▶ **Task brief**
Please count the lines in the data below that mention the word "Home", then give only the total.

▶ **Data under study**
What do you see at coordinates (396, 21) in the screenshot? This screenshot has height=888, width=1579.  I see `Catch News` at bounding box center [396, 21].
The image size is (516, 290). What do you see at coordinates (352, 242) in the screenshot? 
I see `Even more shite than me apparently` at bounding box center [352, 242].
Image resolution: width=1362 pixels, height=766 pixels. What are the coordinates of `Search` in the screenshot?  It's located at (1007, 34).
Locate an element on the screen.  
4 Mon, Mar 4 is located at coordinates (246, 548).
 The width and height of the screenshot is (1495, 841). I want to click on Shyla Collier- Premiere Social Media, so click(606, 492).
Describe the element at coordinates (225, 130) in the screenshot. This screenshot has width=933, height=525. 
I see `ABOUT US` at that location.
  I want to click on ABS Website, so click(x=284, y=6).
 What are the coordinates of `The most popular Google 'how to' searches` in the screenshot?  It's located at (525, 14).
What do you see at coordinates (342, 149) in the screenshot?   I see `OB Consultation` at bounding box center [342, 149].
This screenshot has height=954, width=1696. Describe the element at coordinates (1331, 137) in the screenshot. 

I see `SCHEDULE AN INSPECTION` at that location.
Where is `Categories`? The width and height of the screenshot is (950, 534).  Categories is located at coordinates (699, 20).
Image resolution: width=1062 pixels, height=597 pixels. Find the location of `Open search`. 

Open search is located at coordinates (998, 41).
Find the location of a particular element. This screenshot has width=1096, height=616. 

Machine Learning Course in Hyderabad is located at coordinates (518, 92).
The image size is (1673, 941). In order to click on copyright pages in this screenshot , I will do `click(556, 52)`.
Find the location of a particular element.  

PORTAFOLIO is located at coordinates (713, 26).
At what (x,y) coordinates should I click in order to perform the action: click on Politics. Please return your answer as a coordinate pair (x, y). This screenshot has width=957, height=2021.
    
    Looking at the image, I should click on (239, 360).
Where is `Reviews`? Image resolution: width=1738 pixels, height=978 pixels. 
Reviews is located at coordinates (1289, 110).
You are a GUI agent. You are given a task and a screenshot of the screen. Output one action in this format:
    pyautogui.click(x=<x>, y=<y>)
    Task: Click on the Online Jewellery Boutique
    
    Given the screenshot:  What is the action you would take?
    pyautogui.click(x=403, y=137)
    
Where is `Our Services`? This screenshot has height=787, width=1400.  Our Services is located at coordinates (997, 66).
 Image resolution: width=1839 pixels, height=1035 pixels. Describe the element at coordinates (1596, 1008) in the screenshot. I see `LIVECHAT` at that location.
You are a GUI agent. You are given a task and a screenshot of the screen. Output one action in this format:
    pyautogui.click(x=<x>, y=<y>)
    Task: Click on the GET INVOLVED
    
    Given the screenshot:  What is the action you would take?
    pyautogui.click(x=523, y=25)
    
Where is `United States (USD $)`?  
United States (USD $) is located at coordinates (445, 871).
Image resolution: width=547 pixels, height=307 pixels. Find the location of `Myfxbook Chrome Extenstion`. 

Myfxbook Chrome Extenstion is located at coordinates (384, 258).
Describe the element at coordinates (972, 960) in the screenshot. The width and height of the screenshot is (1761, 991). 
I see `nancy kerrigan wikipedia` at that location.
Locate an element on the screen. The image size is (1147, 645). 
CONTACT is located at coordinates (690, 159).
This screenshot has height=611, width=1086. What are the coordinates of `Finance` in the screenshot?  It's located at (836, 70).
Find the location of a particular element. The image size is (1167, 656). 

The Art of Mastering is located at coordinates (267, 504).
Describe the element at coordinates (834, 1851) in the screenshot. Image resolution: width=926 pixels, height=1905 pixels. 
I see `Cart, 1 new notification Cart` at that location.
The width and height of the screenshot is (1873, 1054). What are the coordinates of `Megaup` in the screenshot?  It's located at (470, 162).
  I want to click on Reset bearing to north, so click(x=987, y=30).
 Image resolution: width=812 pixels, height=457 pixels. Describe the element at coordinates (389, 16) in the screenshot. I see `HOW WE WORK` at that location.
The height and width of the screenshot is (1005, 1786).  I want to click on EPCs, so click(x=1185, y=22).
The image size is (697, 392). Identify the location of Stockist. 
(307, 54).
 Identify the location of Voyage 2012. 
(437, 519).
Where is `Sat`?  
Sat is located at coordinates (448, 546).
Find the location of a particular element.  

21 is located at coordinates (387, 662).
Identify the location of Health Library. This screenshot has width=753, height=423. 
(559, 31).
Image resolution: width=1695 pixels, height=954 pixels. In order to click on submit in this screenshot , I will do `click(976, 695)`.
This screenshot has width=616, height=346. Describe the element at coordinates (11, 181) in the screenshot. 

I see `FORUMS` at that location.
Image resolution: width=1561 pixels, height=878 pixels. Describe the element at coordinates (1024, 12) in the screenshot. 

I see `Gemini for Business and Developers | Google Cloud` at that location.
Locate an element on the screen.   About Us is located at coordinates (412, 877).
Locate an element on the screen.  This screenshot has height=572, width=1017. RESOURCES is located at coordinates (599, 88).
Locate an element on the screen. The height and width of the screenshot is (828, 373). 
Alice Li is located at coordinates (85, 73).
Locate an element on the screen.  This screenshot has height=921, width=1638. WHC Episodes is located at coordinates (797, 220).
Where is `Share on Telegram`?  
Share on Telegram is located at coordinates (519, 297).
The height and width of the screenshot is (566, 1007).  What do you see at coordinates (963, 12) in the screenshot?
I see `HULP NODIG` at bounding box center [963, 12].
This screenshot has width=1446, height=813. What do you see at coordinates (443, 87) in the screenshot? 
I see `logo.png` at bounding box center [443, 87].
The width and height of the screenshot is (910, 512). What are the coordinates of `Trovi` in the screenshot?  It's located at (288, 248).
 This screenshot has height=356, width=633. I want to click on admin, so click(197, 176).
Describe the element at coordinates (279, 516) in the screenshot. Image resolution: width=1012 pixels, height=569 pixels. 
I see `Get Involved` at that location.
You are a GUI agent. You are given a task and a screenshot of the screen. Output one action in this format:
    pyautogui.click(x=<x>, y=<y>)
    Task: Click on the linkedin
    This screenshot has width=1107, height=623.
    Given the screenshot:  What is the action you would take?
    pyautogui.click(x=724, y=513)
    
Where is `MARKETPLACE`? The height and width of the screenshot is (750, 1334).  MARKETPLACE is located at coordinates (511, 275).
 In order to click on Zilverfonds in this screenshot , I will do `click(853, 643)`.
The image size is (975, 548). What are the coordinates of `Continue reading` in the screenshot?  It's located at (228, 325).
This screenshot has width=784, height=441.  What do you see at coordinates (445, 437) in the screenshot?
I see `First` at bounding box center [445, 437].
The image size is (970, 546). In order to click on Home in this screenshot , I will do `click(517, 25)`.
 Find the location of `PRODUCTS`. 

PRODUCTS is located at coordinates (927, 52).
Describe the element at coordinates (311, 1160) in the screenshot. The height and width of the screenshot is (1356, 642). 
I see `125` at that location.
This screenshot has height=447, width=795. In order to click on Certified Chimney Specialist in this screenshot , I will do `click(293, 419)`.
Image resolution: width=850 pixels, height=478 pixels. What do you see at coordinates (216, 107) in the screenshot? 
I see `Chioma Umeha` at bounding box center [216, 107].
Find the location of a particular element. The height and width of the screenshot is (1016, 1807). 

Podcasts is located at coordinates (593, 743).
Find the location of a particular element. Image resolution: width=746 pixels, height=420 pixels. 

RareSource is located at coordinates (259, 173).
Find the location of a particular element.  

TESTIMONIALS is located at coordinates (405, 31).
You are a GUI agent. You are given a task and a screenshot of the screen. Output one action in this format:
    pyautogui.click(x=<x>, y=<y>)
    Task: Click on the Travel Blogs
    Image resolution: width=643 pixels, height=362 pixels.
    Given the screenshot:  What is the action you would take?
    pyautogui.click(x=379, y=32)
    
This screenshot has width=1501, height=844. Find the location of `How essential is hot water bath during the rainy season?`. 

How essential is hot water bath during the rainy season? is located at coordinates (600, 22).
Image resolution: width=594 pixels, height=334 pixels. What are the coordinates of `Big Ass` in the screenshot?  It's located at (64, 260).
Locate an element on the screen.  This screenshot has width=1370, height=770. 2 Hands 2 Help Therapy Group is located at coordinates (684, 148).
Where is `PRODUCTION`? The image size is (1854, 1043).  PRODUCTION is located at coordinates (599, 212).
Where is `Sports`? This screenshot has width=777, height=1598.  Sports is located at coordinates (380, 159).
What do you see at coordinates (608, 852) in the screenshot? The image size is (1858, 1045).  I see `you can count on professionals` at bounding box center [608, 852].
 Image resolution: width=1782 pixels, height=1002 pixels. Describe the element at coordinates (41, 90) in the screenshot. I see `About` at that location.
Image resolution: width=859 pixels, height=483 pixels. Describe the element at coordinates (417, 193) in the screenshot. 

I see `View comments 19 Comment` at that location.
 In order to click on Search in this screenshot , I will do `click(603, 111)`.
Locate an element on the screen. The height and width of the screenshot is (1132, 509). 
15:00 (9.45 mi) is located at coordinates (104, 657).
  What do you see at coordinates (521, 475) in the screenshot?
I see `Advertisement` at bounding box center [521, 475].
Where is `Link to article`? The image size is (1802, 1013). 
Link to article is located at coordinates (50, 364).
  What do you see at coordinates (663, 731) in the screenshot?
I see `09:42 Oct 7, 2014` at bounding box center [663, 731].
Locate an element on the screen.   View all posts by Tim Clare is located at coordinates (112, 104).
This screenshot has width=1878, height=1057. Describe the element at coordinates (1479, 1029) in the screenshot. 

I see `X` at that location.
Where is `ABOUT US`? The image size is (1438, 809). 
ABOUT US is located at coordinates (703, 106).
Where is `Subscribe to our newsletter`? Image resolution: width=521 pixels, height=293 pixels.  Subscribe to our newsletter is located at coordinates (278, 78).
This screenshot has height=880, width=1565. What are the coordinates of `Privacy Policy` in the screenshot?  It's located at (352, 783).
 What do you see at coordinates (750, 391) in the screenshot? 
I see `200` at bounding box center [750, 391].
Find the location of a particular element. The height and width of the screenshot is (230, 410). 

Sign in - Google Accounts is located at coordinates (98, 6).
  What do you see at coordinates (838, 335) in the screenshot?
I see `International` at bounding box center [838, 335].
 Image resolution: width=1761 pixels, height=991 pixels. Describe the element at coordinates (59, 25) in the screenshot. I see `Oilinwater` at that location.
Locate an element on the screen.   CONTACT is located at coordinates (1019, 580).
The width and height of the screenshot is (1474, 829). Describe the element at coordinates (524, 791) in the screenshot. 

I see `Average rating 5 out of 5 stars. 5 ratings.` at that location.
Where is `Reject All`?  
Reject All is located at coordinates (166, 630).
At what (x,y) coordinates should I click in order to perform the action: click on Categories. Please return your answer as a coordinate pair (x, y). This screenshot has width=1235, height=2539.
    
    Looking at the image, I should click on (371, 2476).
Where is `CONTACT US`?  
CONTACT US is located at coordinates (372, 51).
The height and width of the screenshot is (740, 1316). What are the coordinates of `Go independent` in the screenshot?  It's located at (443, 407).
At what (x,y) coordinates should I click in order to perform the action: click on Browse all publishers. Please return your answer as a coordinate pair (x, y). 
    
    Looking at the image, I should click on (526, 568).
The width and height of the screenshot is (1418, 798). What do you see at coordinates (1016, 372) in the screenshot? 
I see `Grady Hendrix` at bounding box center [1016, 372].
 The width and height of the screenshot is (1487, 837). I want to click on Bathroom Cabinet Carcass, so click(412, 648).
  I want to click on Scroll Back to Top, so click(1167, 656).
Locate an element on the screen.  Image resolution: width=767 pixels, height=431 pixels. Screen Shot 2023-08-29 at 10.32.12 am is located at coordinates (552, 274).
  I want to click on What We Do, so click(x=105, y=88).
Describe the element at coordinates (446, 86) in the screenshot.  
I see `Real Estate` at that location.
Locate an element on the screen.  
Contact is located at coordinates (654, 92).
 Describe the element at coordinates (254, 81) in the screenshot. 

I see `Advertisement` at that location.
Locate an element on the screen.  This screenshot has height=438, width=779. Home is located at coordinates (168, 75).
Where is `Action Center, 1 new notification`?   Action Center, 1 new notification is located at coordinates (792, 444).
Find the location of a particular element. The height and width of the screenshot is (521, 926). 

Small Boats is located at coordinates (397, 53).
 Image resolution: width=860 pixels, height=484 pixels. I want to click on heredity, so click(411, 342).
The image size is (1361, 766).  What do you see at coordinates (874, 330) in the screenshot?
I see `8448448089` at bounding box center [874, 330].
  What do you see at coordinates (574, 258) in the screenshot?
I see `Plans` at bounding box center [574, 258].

▶ **Reply**
2